The ROAS calculation isolates the revenue multiplier of the media budget.
- Formula: Total Conversion Value / Total Media Cost.
- Representation: It is typically expressed as a ratio (e.g., $5.00) or a percentage (e.g., 500%).
- Example:
- Total Revenue Generated: $50,000
- Total Ad Spend: $10,000
- Calculation: $50,000 / $10,000 = 5.0 ROAS (or $5 earned for every $1 spent).
The Real Scoop
ROAS is often treated as the "Holy Grail" of performance marketing, but it is dangerously easy to manipulate. In 2026, a high ROAS does not always equal business growth.
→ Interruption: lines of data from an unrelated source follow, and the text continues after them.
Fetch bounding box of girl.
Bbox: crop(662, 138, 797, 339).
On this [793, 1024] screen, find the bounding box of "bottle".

If you optimize strictly for ROAS, algorithms will naturally shift your budget toward "low-hanging fruit"—primarily Branded Search (people already looking for you) and Retargeting (people who already visited your site). This inflates your efficiency metrics but starves your "Prospecting" efforts, which drive net-new customers. A 2.0 ROAS on a cold prospecting campaign is often more valuable to long-term growth than a 15.0 ROAS on a branded keyword.
Watch Outs
- Attribution Theft: Ad platforms (e.g., Meta, Google) often claim credit for the same conversion. If Facebook claims a sale (View-Through) and Google claims the same sale (Click-Through), your "Platform ROAS" will look double your actual "Cash Register ROAS."
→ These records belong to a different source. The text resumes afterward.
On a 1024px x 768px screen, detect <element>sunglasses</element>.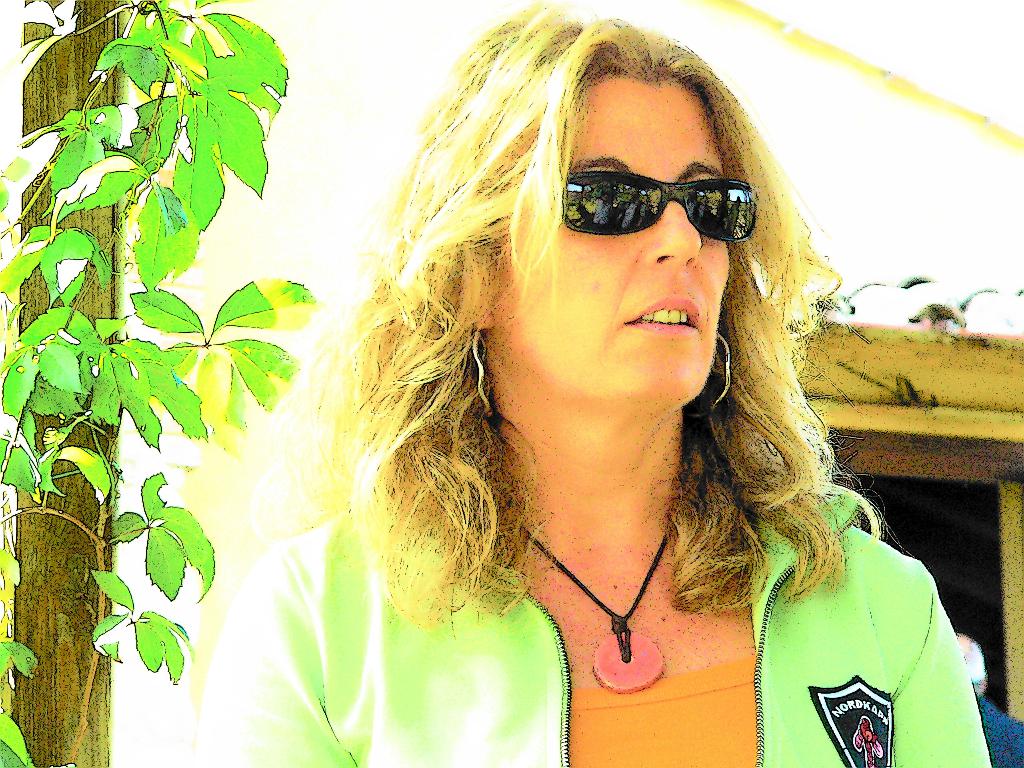
rect(561, 168, 757, 248).
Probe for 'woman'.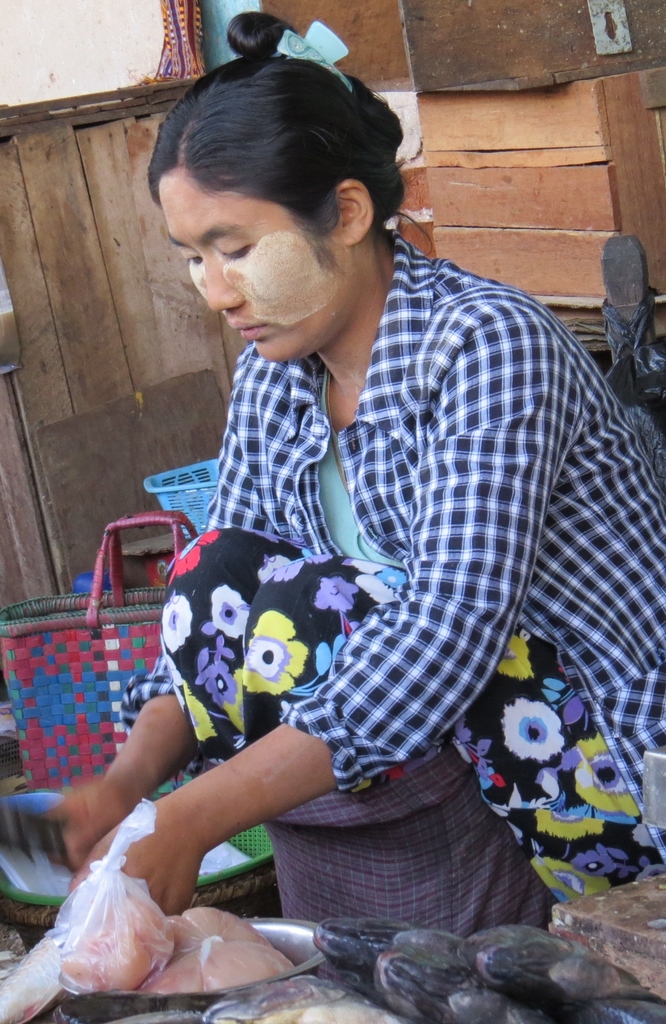
Probe result: select_region(79, 52, 619, 987).
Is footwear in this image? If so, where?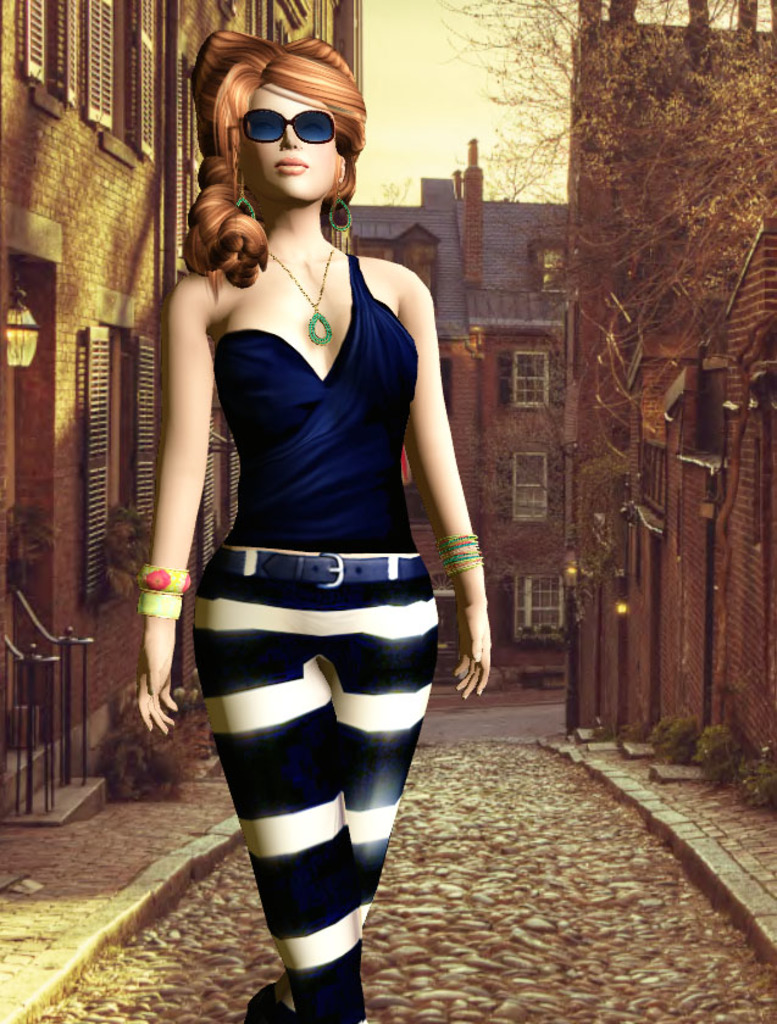
Yes, at 246:984:289:1023.
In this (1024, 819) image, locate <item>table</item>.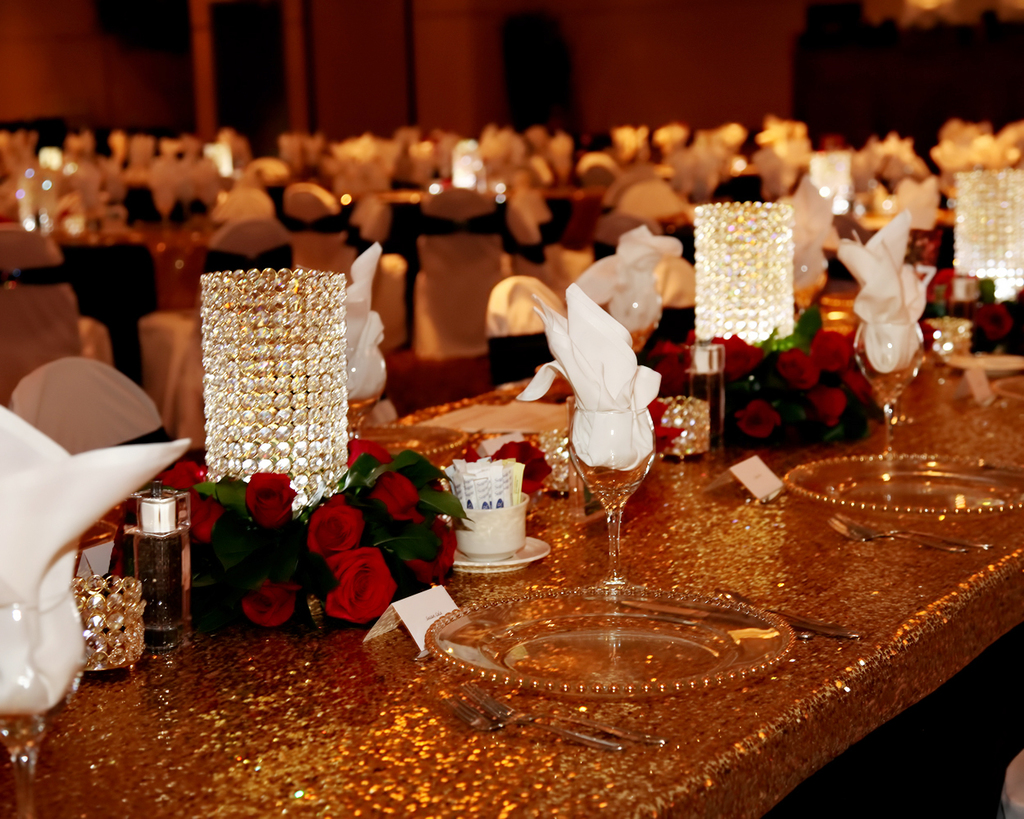
Bounding box: Rect(3, 290, 1023, 818).
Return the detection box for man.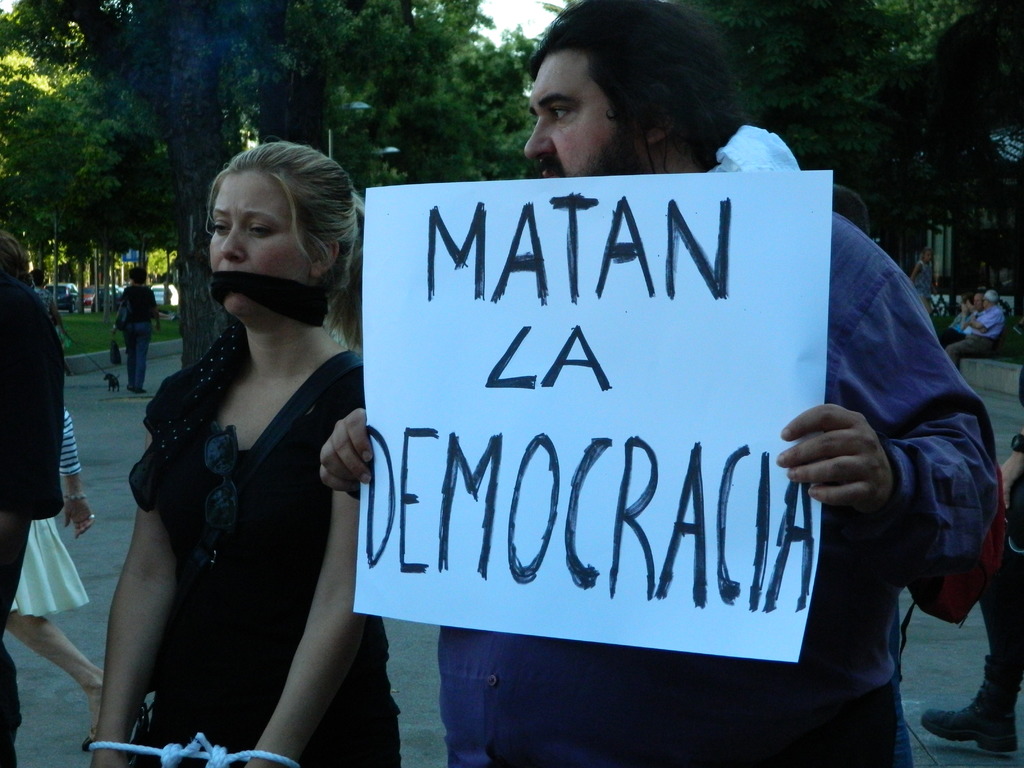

- Profitability Blindness: You can have a positive ROAS and still lose money. If your profit margin on a product is 20%, you need a ROAS of 5.0 just to break even. A ROAS of 3.0 would technically be a loss, despite generating revenue.
- The Lookback Window: Be wary of vendors extending their attribution window (e.g., 30-day view-through) to artificially inflate their reported ROAS.